Defaults apply to anyone without an override. Fallback models cover provider outages: when the primary doesn’t respond, the runtime walks the fallback list in order.

The catalog from every configured provider, merged with a curated metadata layer that adds what the APIs don’t return: tier (budget / standard / premium), best-for hint, cost summary, context window. Refresh from the provider anytime; results cache to disk so the page loads instantly.

TierUse it for
BudgetHeartbeats, status pings, simple parsing, anything high-volume and low-stakes.
StandardDay-to-day agent work. Writing, planning, most tool use.
PremiumHard problems. Long-context analysis, multi-step reasoning, work where the model’s mistakes are expensive.

Configure provider keys in Settings and they show up here automatically.

Custom names mapped to model ids. Define daily-driverclaude-sonnet-4-6 once, point your agents at daily-driver, swap the underlying id later in one place. Useful when the provider ships a new generation and you want to roll the team forward without touching every agent.

Task profiles map a name to a concrete model, so agents can be configured by purpose instead of vendor id.

Named presets that abstract away vendor naming entirely. budget, standard, premium ship by default; add your own from the Task Profiles tab. Configure an agent with a profile name and Bakin resolves it at dispatch time.
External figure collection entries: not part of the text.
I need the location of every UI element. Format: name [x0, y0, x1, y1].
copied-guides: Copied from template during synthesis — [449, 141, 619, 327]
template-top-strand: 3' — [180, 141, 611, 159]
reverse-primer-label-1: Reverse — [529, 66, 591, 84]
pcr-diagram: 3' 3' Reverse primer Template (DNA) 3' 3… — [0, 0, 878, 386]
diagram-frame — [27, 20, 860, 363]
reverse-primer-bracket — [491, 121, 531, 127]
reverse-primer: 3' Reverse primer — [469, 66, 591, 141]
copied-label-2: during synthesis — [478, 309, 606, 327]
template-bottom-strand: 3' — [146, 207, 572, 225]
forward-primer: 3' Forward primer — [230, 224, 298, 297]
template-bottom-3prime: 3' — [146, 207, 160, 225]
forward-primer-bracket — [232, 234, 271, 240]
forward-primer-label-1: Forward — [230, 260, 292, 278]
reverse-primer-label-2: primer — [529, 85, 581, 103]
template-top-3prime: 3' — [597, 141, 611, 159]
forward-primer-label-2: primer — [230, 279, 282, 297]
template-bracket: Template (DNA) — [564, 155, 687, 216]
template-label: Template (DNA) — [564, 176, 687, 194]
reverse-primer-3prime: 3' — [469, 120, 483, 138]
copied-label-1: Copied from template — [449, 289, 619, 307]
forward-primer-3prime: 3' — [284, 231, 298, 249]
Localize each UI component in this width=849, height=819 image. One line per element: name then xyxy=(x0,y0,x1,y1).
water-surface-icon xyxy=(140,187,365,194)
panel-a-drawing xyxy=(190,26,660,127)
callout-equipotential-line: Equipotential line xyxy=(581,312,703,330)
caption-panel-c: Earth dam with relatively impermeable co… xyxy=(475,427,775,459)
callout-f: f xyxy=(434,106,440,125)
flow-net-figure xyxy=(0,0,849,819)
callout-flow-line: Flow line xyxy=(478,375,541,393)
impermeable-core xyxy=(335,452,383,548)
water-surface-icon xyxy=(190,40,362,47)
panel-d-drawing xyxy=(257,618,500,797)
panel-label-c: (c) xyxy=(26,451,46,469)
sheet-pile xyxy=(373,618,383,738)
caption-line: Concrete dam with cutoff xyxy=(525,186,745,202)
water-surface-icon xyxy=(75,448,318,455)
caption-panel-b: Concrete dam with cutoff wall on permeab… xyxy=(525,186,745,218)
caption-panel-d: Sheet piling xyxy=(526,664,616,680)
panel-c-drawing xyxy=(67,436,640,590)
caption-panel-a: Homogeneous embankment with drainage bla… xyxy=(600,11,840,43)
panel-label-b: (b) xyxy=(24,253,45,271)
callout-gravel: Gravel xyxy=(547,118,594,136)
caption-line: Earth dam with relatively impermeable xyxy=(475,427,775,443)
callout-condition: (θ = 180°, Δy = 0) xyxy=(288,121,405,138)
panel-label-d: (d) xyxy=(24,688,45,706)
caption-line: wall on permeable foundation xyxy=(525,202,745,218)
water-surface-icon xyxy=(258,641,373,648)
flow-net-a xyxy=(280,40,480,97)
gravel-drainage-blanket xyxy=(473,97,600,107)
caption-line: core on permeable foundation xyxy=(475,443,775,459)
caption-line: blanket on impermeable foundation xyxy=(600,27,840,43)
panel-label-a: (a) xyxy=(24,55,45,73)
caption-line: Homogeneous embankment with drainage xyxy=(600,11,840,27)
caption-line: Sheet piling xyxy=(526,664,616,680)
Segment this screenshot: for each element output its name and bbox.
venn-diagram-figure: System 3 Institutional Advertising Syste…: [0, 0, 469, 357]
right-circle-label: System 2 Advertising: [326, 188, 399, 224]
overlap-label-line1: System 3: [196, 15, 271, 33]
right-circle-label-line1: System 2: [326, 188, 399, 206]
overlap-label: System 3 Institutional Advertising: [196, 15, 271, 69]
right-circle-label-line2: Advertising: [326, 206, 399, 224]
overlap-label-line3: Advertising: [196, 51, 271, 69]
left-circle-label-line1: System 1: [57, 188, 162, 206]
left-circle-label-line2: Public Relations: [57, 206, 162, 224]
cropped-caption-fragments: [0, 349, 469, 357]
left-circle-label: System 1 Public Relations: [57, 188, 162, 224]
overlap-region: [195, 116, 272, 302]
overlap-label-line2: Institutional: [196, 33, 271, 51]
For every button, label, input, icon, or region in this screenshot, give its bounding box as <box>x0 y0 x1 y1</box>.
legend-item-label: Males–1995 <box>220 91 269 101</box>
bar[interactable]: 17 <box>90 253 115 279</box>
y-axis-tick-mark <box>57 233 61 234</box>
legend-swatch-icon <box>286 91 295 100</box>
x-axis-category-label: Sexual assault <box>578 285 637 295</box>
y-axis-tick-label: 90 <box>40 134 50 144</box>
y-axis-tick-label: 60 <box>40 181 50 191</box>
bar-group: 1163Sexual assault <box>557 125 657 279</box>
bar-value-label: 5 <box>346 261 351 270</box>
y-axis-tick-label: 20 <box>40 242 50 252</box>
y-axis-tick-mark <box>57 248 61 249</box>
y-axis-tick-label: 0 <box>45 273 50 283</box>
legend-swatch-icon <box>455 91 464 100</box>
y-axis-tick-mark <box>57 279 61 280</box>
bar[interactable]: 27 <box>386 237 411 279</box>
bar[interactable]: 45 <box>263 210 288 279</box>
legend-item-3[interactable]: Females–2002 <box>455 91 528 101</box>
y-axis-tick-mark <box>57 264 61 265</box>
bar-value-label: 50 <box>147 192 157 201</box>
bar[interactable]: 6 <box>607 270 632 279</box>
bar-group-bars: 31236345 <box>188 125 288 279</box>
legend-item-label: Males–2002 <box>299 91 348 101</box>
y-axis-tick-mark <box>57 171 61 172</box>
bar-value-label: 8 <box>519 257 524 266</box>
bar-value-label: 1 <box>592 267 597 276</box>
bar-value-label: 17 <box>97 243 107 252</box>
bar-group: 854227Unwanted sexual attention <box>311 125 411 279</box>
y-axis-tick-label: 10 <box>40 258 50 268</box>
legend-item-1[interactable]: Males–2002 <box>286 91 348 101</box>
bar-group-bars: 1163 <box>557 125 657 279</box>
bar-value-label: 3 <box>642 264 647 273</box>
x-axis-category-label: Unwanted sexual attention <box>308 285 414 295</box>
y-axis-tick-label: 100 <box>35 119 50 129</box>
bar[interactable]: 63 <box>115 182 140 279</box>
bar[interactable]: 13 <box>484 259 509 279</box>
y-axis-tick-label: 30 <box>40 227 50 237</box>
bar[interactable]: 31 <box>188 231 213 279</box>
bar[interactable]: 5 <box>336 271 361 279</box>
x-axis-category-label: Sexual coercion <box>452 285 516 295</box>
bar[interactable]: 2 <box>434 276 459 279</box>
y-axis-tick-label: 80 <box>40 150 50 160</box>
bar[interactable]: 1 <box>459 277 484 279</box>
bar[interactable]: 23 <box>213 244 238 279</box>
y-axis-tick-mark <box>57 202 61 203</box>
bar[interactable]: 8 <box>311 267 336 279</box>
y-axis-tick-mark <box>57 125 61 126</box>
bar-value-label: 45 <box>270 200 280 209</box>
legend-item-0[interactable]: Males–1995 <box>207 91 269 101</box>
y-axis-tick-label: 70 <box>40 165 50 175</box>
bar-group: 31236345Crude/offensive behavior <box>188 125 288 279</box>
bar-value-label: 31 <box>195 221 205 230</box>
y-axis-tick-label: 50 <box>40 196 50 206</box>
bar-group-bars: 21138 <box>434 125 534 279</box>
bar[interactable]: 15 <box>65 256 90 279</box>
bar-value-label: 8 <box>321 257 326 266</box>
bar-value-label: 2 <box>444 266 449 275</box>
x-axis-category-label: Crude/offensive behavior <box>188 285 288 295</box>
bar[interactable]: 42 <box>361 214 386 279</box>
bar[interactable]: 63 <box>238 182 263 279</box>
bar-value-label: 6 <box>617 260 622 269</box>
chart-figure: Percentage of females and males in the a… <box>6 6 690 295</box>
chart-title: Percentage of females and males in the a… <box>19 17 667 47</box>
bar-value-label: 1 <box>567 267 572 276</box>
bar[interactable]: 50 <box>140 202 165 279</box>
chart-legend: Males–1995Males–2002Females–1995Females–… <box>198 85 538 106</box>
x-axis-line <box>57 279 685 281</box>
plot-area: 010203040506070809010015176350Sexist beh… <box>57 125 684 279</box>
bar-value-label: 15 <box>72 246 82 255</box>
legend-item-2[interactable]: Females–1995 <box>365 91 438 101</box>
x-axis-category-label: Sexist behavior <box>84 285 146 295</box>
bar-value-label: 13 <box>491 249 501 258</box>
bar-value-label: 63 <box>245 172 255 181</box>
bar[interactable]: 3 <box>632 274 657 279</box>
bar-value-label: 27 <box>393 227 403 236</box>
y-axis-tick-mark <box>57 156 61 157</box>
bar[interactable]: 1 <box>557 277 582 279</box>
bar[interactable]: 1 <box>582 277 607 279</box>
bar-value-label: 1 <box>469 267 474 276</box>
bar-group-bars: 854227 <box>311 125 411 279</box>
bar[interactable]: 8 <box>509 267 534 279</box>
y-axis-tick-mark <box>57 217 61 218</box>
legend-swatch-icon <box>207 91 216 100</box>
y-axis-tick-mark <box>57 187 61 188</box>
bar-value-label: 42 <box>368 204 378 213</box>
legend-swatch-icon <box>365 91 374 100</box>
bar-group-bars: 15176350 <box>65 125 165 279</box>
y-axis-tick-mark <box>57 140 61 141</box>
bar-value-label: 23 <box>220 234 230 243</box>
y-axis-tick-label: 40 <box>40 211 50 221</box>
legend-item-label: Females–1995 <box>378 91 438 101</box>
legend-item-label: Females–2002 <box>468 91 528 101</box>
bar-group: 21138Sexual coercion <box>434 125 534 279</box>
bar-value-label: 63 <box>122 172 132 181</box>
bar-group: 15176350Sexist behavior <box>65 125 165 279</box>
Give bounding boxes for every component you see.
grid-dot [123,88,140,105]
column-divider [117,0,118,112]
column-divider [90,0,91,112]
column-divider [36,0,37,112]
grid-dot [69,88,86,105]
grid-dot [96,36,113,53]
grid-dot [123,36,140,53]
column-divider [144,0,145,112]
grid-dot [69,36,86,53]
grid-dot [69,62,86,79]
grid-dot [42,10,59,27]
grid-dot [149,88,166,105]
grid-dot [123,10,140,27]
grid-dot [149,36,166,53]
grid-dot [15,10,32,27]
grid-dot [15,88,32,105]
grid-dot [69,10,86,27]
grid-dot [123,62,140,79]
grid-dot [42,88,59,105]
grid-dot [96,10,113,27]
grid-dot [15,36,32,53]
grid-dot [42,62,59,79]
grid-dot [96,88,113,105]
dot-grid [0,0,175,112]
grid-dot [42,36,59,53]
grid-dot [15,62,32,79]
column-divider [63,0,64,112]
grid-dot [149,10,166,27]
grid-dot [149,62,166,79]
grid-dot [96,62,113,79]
Lets you reason about cost vs capability instead of model ids.

~/.bakin/plugin-settings/
models/
available.json # cached catalog from provider APIs
models.json # per-agent config, aliases, task profiles

The runtime owns the actual model assignment (it’s what gets sent to the gateway on dispatch). Bakin reads and writes through the runtime adapter, never copies state.

SettingTypeDefaultWhat it does
Show usage metricsbooleantrueDisplay token usage and cost estimates
Default modelselectopenai-codex/gpt-5.4Default model for new agents

HTTP API surface for this plugin: see the API reference.

Agents can introspect the catalog and per-agent config through MCP exec tools.

  • bakin_exec_models_get_config: Get model configuration for all agents or a specific agent. Shows effective model (own override or default), subagent model, and system defaults.
  • bakin_exec_models_list: List available AI models with tier classification (budget/standard/premium). Use this to discover what models are available for assignment.

Full schemas in the Exec tools reference.